When it came to addressing other key components of the ANC's stated programmatic commitments to serve the interests of the majority of South Africans (affordable and efficient provision of basic needs and services such as water, housing, health and education) all that the congress could be muster were vague promises and calls to "accelerate and strengthen" existing approaches.

Seldom has there been a better example of vacuous political-speak than that contained in the congress resolution on basic services, which "urged the government to make a deliberate effort to accelerate the social transformation program through visible and purposeful funding mechanisms aimed at meeting the basic needs of all people with a sense of urgency".

'New morality?'

Given the fact that a record number of South Africans now find themselves in greater poverty, and ever-increasing numbers are unable to afford and/or access such basic needs, despite the ANC's populist claims to the contrary, the ANC's status quo ante approach only further institutionalises the class divide and privileges inherited from apartheid and protects the interests of the old, and new, elites.

In his presidential report to the 51st congress, Mbeki, in an apparent attempt to underline the ANC's claims to be acting in the interests of the downtrodden, made an impassioned plea for the ANC to adopt a "new morality" which he euphemistically captured by reference to an "RDP of the soul".

Since it has been clear for many years now that the Reconstruction and Development Program — the ANC's 1994 election manifesto — resides in the same subterranean policy depths as the free lunch program for poor schoolchildren, it is hard to imagine the real content of the morality to which Mbeki refers.

Mbeki and the ANC need to be asked what kind of morality is it that encourages and celebrates the enrichment of a few at the expense of the majority and that defends such as a "right". Mbeki needs to be asked why his government in effect imposes a death sentence on the millions of poor afflicted with HIV-AIDS while calling for a "better life for all". The ANC must answer why it facilitates the eviction of thousands of families from their homes in the middle of winter in the name of "cost-recovery".

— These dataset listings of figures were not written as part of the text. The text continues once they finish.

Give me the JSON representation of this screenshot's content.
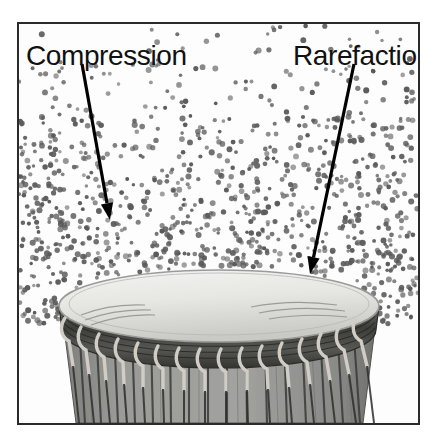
{
  "figure": {
    "border_color": "#2b2b2b",
    "background_color": "#ffffff",
    "panel_background": "#fdfdfd"
  },
  "labels": {
    "compression": "Compression",
    "rarefaction": "Rarefaction",
    "text_color": "#111111",
    "font_size_px": 28
  },
  "annotations": [
    {
      "name": "compression-arrow",
      "label": "Compression",
      "from": [
        63,
        40
      ],
      "to": [
        91,
        196
      ],
      "color": "#000000",
      "stroke_width": 3.2
    },
    {
      "name": "rarefaction-arrow",
      "label": "Rarefaction",
      "from": [
        335,
        40
      ],
      "to": [
        291,
        250
      ],
      "color": "#000000",
      "stroke_width": 3.2
    }
  ],
  "particles": {
    "description": "Air molecules shown as dots; density increases toward the drum head",
    "dot_color": "#5a5a5a",
    "dot_radius_px": 2.4,
    "count": 980,
    "density_regions": [
      {
        "name": "sparse-top",
        "y_range": [
          0,
          90
        ],
        "relative_density": 0.25
      },
      {
        "name": "medium-middle",
        "y_range": [
          90,
          170
        ],
        "relative_density": 0.6
      },
      {
        "name": "dense-compression",
        "y_range": [
          170,
          270
        ],
        "relative_density": 1.0
      }
    ]
  },
  "drum": {
    "name": "djembe-drum",
    "head_color": "#e9e9e7",
    "head_edge_color": "#9a9a98",
    "rim_color": "#4a4a48",
    "rope_color": "#d8d6cf",
    "body_color": "#8e8e8c",
    "body_stripe_color": "#3a3a38",
    "head_center": [
      200,
      282
    ],
    "head_radius_x": 160,
    "head_radius_y": 36,
    "rope_loop_count": 19,
    "body_stripe_count": 17
  },
  "colors": {
    "ink": "#111111",
    "dot": "#5a5a5a",
    "frame": "#2b2b2b"
  }
}
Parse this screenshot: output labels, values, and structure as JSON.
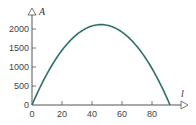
{
  "chart_data": {
    "type": "line",
    "title": "",
    "xlabel": "l",
    "ylabel": "A",
    "xlim": [
      0,
      100
    ],
    "ylim": [
      0,
      2300
    ],
    "xticks": [
      0,
      20,
      40,
      60,
      80
    ],
    "yticks": [
      0,
      500,
      1000,
      1500,
      2000
    ],
    "grid": false,
    "legend": null,
    "series": [
      {
        "name": "A(l)",
        "color": "#2f6f6b",
        "x": [
          0,
          5,
          10,
          15,
          20,
          25,
          30,
          35,
          40,
          46,
          50,
          55,
          60,
          65,
          70,
          75,
          80,
          85,
          92
        ],
        "values": [
          0,
          435,
          820,
          1155,
          1440,
          1675,
          1860,
          1995,
          2080,
          2116,
          2100,
          2035,
          1920,
          1755,
          1540,
          1275,
          960,
          595,
          0
        ]
      }
    ]
  },
  "colors": {
    "axis": "#555555",
    "curve": "#2f6f6b"
  }
}
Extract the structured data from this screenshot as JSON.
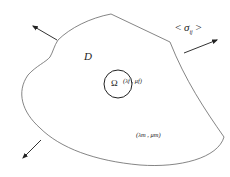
{
  "diagram": {
    "type": "inclusion-in-matrix",
    "colors": {
      "stroke": "#555555",
      "text": "#222222",
      "background": "#ffffff"
    },
    "domain_label": "D",
    "inclusion": {
      "symbol": "Ω",
      "properties": "(λ_f, μ_f)",
      "properties_display": "(λf , μf)"
    },
    "matrix": {
      "properties": "(λ_m, μ_m)",
      "properties_display": "(λm , μm)"
    },
    "far_field_stress": {
      "label": "< σ_ij >",
      "open": "<",
      "symbol": "σ",
      "subscript": "ij",
      "close": ">"
    },
    "arrows": [
      {
        "name": "traction-arrow-top-left",
        "direction": "up-left"
      },
      {
        "name": "traction-arrow-top-right",
        "direction": "up-right"
      },
      {
        "name": "traction-arrow-bottom-left",
        "direction": "down-left"
      }
    ]
  }
}
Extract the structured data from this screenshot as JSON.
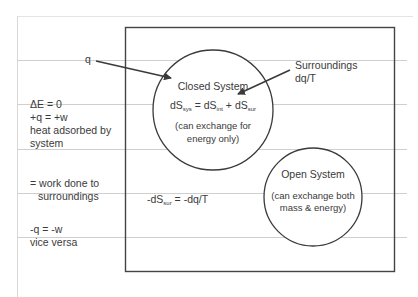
{
  "labels": {
    "q": "q",
    "surroundings": "Surroundings",
    "surroundings_flow": "dq/T",
    "closed_system": {
      "title": "Closed System",
      "eq_lhs": "dS",
      "eq_lhs_sub": "sys",
      "eq_mid": " = dS",
      "eq_mid_sub": "int",
      "eq_rhs": " + dS",
      "eq_rhs_sub": "sur",
      "note_line1": "(can exchange for",
      "note_line2": "energy only)"
    },
    "open_system": {
      "title": "Open System",
      "note_line1": "(can exchange both",
      "note_line2": "mass & energy)"
    },
    "entropy_surroundings": {
      "lhs": "-dS",
      "lhs_sub": "sur",
      "rhs": " = -dq/T"
    },
    "left_notes": {
      "line1": "ΔE = 0",
      "line2": "+q = +w",
      "line3": "heat adsorbed by",
      "line4": "system",
      "line5": "= work done to",
      "line6": "surroundings",
      "line7": "-q = -w",
      "line8": "vice versa"
    }
  },
  "colors": {
    "ink": "#3a3a3a",
    "rule": "#cfcfcf",
    "paper": "#ffffff"
  }
}
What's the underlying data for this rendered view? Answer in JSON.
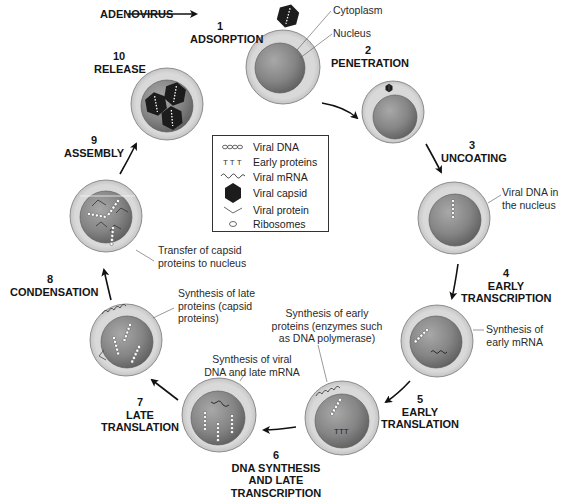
{
  "figure": {
    "virus_label": "ADENOVIRUS",
    "steps": [
      {
        "number": "1",
        "label": "ADSORPTION"
      },
      {
        "number": "2",
        "label": "PENETRATION"
      },
      {
        "number": "3",
        "label": "UNCOATING"
      },
      {
        "number": "4",
        "label_line1": "EARLY",
        "label_line2": "TRANSCRIPTION"
      },
      {
        "number": "5",
        "label_line1": "EARLY",
        "label_line2": "TRANSLATION"
      },
      {
        "number": "6",
        "label_line1": "DNA SYNTHESIS",
        "label_line2": "AND LATE",
        "label_line3": "TRANSCRIPTION"
      },
      {
        "number": "7",
        "label_line1": "LATE",
        "label_line2": "TRANSLATION"
      },
      {
        "number": "8",
        "label": "CONDENSATION"
      },
      {
        "number": "9",
        "label": "ASSEMBLY"
      },
      {
        "number": "10",
        "label": "RELEASE"
      }
    ],
    "annotations": {
      "cytoplasm": "Cytoplasm",
      "nucleus": "Nucleus",
      "viral_dna_nucleus_l1": "Viral DNA in",
      "viral_dna_nucleus_l2": "the nucleus",
      "early_mrna_l1": "Synthesis of",
      "early_mrna_l2": "early mRNA",
      "early_proteins_l1": "Synthesis of early",
      "early_proteins_l2": "proteins (enzymes such",
      "early_proteins_l3": "as DNA polymerase)",
      "viral_dna_late_l1": "Synthesis of viral",
      "viral_dna_late_l2": "DNA and late mRNA",
      "late_proteins_l1": "Synthesis of late",
      "late_proteins_l2": "proteins (capsid",
      "late_proteins_l3": "proteins)",
      "transfer_l1": "Transfer of capsid",
      "transfer_l2": "proteins to nucleus"
    },
    "legend": [
      {
        "icon": "viral-dna-icon",
        "label": "Viral DNA"
      },
      {
        "icon": "early-proteins-icon",
        "label": "Early proteins"
      },
      {
        "icon": "viral-mrna-icon",
        "label": "Viral mRNA"
      },
      {
        "icon": "viral-capsid-icon",
        "label": "Viral capsid"
      },
      {
        "icon": "viral-protein-icon",
        "label": "Viral protein"
      },
      {
        "icon": "ribosome-icon",
        "label": "Ribosomes"
      }
    ],
    "colors": {
      "cytoplasm": "#d6d6d6",
      "nucleus": "#8a8a8a",
      "capsid": "#1c1c1c",
      "text": "#151515"
    }
  }
}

Try as it might, and it tried very hard at its 51st congress, the ANC can no longer assume the mantle of the political, organisational and ideological champion of the majority of working-class and poor South Africans on the basis of its proclamations and appearance.

While it might continue to get some serious mileage from its (relatively) recent past as a liberation movement, the contemporary absence of any major political competition and its ever-expanding network of patronage, the ANC will soon have to face up to its own "objective and subjective" realities.

Those realities combine to show that the ANC is not, as it so proudly claims in its congress documents, a "disciplined force of the left organised to conduct consistent struggle in pursuit of the interests of the poor". Rather, the ANC has become an organisation fully committed to serving the interests of an emergent domestic bourgeoisie as well as both domestic and international corporate capital.

The ANC can throw around as many labels and nasty epitaphs as it likes at those who are willing to face up to such realities, but this will not make them go away. The ANC has made its political and ideological choices and now it must live with them.

[Dale McKinley is a former chairperson of the Johannesburg Central branch of the South African Communist Party. He is a leading activist in the Anti-Privatisation Forum. Visit the APF web site at <http://www.apf.org.za>.]

From Green Left Weekly, January 15, 2003.